Kidnapping is a Very Efficient Business

In Argentina in the early 1970s, leftist guerrillas started snatching executives of multinational companies and demanding ransoms. This culminated in the payment of $60 million to the Montoneros, a Peronist guerrilla group, for the release of the brothers Juan and Jorge Born, executives at the grain-exporting firm Bunge & Born and the sons of its president. The ransom seems noteworthy for its heft—at about $275 million in today's money, it stands as the largest one paid in a conventional kidnapping case. (In 2017 Qatar reportedly paid $1 billion to an al-Qaeda affiliate and Iran to win the release of a royal hunting party.) But perhaps what makes the Born case more unusual in the history of the ransom trade is the fact that Jorge himself negotiated the price while captive. He had intimate knowledge of the company's finances and thus had a precise sense of how much money could be raised—though not, crucially, how much ought to be paid. The deal he struck was delivered to Born père, who had refused the initial demand of $100 million, as a signed memorandum.

As Argentine ransoms soared, insurers at Lloyd's of London were beginning to rake in premiums from a peculiar product. Kidnap-and-ransom (K&R) insurance had existed since 1932—it was developed in response to the abduction and killing of Charles Lindbergh's twenty-month-old son—but it didn't take off until the 1960s, following a series of kidnappings of businessmen and their families in Europe and Latin America. Companies started buying coverage for those employees most likely to be targeted, and the market boomed. Had Bunge & Born purchased coverage for the brothers, it would have been reimbursed for at least a portion of the payout.

But early K&R insurance had a notable flaw: insurers were not involved in the ransoming process. Families and employers were left to haggle with kidnappers, raise funds, and deliver payments; insurers simply paid them back. Of course, these distressed and inexperienced parties were “not in a position to strike the best deal,” writes Joel Simon in We Want to Negotiate: The Secret World of Kidnapping, Hostages, and Ransom, which includes a concise survey of the K&R industry. And parties who paid too much might be targeted again: in 1983 the wife of Teddy Wang, a Hong Kong property tycoon, paid $11 million for his return; in 1990 she paid $60 million—but that time he was not released, and his body was never found.

In the mid-1970s, Julian Radcliffe, a young insurance broker in London, helped fix this flaw. He came up with the idea for Control Risks, a security consultancy that, as part of the Lloyd's K&R package, would advise policyholders on how to prevent kidnappings and assist if one occurred. Potential insured parties would be thoroughly vetted, and those who passed muster would be rewarded for the implementation of specific security measures (such as hiring guards or varying routes to work) with reduced premiums—a way of mitigating the classic problems of “adverse selection” (the tendency of those likely to experience a loss to seek coverage) and “moral hazard” (the lack of incentive to avoid risk where there is protection against its consequences).

In the event of a kidnapping, consultants—mostly former military and law enforcement—would advise relatives or employers on the negotiations. Someone from the hostage's family or company would be appointed to do the talking; otherwise, the kidnappers might realize they had an insured hostage and increase their demands. Once a price was agreed upon, specialists would deliver the ransom and retrieve the hostages. This quickly became the new way of doing things.

In 1977 Mike Ackerman, a former CIA agent, started the first American K&R consultancy, which differed from Control Risks in that Ackerman did everything himself. In most cases, he was the one on the phone with the kidnappers, sometimes posing as a member of the family or an employee of the company (he was fluent in Spanish); and it was he, not a middleman, who went about dropping bags of cash from a helicopter over the jungle.

The K&R business has been imagined to involve high drama and heroism. A 1998 Vanity Fair article described it as “a world in which Cold War exiles—a roguish business of small companies and locked doors and names such as Control Risks—will send ex-spooks, special forces, or Scotland Yard men anywhere on earth, on a moment's notice, to bail you out when the kidnappers are demanding millions.” Hollywood for a time was keen on K&R. In the 2000 film Proof of Life, Terry Thorne, a former SAS officer (played by Russell Crowe at peak brawn), is dispatched to “Tecala,” a fictional South American country, to negotiate with a rebel group for the release of an American petroleum engineer. It's soon discovered that the engineer's employer failed to renew its K&R policy, and Thorne is summoned back to London. But he returns and offers his services pro bono, lest the engineer's beautiful wife (Meg Ryan) receive inferior assistance from some compromised local go-between. Thorne wrestles the ransom down from $6 million to $650,000, but the negotiation falls through for other reasons, so Thorne teams up with another kidnap specialist whose client, an insured Italian businessman, is being held in the same rebel camp. Together they raid the mountain stronghold and extract the hostages.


THE TASK:
Copy each entry below unchanged; the images do not go in the copy.

RECORDED INFORMATION:
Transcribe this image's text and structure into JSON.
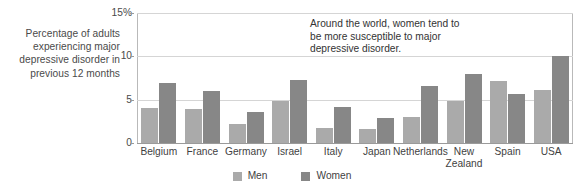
{
  "caption": "Percentage\nof adults\nexperiencing\nmajor depressive\ndisorder in\nprevious\n12 months",
  "annotation": "Around the world, women tend to be more susceptible to major depressive disorder.",
  "legend": {
    "men": {
      "label": "Men",
      "color": "#aaaaaa"
    },
    "women": {
      "label": "Women",
      "color": "#878787"
    }
  },
  "axis": {
    "y_ticks": [
      "15%",
      "10",
      "5",
      "0"
    ],
    "y_tick_values": [
      15,
      10,
      5,
      0
    ]
  },
  "chart_data": {
    "type": "bar",
    "title": "",
    "subtitle": "",
    "xlabel": "",
    "ylabel": "Percentage of adults experiencing major depressive disorder in previous 12 months",
    "ylim": [
      0,
      15
    ],
    "ytick_labels": [
      "0",
      "5",
      "10",
      "15%"
    ],
    "grid": true,
    "legend_position": "bottom-center",
    "annotations": [
      "Around the world, women tend to be more susceptible to major depressive disorder."
    ],
    "categories": [
      "Belgium",
      "France",
      "Germany",
      "Israel",
      "Italy",
      "Japan",
      "Netherlands",
      "New Zealand",
      "Spain",
      "USA"
    ],
    "series": [
      {
        "name": "Men",
        "color": "#aaaaaa",
        "values": [
          4.0,
          3.9,
          2.2,
          4.8,
          1.7,
          1.6,
          3.0,
          4.8,
          7.2,
          6.1
        ]
      },
      {
        "name": "Women",
        "color": "#878787",
        "values": [
          6.9,
          6.0,
          3.6,
          7.3,
          4.2,
          2.9,
          6.6,
          8.0,
          5.7,
          10.0
        ]
      }
    ]
  }
}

RESPONSE TO THIS EXERCISE:
Transcribe this image's text and structure into JSON.
{
  "caption": "Percentage\nof adults\nexperiencing\nmajor depressive\ndisorder in\nprevious\n12 months",
  "annotation": "Around the world, women tend to be more susceptible to major depressive disorder.",
  "legend": {
    "men": {
      "label": "Men",
      "color": "#aaaaaa"
    },
    "women": {
      "label": "Women",
      "color": "#878787"
    }
  },
  "axis": {
    "y_ticks": [
      "15%",
      "10",
      "5",
      "0"
    ],
    "y_tick_values": [
      15,
      10,
      5,
      0
    ]
  },
  "chart_data": {
    "type": "bar",
    "title": "",
    "subtitle": "",
    "xlabel": "",
    "ylabel": "Percentage of adults experiencing major depressive disorder in previous 12 months",
    "ylim": [
      0,
      15
    ],
    "ytick_labels": [
      "0",
      "5",
      "10",
      "15%"
    ],
    "grid": true,
    "legend_position": "bottom-center",
    "annotations": [
      "Around the world, women tend to be more susceptible to major depressive disorder."
    ],
    "categories": [
      "Belgium",
      "France",
      "Germany",
      "Israel",
      "Italy",
      "Japan",
      "Netherlands",
      "New Zealand",
      "Spain",
      "USA"
    ],
    "series": [
      {
        "name": "Men",
        "color": "#aaaaaa",
        "values": [
          4.0,
          3.9,
          2.2,
          4.8,
          1.7,
          1.6,
          3.0,
          4.8,
          7.2,
          6.1
        ]
      },
      {
        "name": "Women",
        "color": "#878787",
        "values": [
          6.9,
          6.0,
          3.6,
          7.3,
          4.2,
          2.9,
          6.6,
          8.0,
          5.7,
          10.0
        ]
      }
    ]
  }
}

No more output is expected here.